The fear of cadmium leaching is irrational. But the fear of heavy metal contamination of groundwater has been stoked by environmentalists who have insisted that Dominion Energy spend an additional $1 billion or more to move coal ash to synthetically lined landfills with no consideration to the minimal risks posed by the EPA-approved solution Dominion originally proposed. The risks associated with solar panels appears to be even more miniscule than with coal ash, but Virginians have been conditioned to believe that “toxic” metals are dangerous, they are oblivious to the concept that there might be acceptable levels of risk, and they don’t want to be those metals anywhere near them.

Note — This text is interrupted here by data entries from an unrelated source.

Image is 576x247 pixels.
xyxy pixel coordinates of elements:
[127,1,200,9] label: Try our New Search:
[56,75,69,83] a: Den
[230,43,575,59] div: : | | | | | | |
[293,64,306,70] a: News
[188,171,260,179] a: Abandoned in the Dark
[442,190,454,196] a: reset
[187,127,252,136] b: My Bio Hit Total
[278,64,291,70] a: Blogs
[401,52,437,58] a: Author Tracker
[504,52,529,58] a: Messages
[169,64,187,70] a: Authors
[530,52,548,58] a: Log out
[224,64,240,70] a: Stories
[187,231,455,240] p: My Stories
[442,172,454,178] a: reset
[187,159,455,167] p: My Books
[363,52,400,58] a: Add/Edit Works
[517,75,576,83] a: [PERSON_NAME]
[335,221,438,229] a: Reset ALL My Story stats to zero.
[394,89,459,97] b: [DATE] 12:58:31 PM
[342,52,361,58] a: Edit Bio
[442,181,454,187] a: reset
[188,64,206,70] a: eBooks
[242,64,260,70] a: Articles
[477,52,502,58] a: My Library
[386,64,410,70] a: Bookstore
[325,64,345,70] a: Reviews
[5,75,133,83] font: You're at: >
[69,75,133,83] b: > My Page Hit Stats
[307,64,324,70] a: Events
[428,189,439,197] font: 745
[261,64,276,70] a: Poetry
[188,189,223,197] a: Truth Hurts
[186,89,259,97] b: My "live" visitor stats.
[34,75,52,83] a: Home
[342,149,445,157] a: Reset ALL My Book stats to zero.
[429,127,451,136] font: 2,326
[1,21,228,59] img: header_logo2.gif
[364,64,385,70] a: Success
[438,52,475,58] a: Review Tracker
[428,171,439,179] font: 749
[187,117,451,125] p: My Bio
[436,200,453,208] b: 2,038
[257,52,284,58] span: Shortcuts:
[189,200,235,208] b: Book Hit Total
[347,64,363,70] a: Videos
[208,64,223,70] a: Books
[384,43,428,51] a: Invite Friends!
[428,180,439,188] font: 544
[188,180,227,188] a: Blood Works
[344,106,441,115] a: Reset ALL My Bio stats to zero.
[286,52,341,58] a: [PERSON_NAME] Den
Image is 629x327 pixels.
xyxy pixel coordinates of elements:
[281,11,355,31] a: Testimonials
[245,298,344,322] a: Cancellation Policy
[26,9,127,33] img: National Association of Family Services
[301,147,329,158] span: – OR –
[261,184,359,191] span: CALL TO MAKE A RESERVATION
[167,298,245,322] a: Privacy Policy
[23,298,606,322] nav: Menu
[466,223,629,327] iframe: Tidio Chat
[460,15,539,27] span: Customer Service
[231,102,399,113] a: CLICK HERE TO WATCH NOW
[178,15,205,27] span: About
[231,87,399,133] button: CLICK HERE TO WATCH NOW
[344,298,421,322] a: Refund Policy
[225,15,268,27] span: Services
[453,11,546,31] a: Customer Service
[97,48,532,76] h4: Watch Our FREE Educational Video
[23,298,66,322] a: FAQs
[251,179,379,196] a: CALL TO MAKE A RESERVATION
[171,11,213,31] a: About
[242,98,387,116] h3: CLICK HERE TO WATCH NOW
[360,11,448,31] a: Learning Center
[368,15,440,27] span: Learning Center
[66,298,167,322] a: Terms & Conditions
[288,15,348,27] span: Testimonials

Other fears are likely to be exaggerated, such as the claim that the solar farm will harm residential property values. Why that would be the case, if the solar panels are screened from view, eludes me. But ask yourself, where would the sPower foes have gotten such an idea? Perhaps from environmentalists’ arguments that natural gas pipeline would harm property values by impacting viewsheds.

Virginia needs more solar power, which is a clean, renewable, and economically competitive energy source. Everything I’ve read indicates that Virginia can incorporate up to 30% intermittent energy sources like solar and wind without undermining the reliability of the electric grid. It would be a terrible development if foes succeeded in blocking this project. I’m not saying that every big energy or infrastructure project proposed in Virginia is well conceived, but I will say this: We are fast approaching a time when it will be impossible to build any new infrastructure in the Old Dominion, and that includes projects espoused by environmentalists like solar. If sPower can’t build a project so limited in scope and impact, who can build anything anywhere?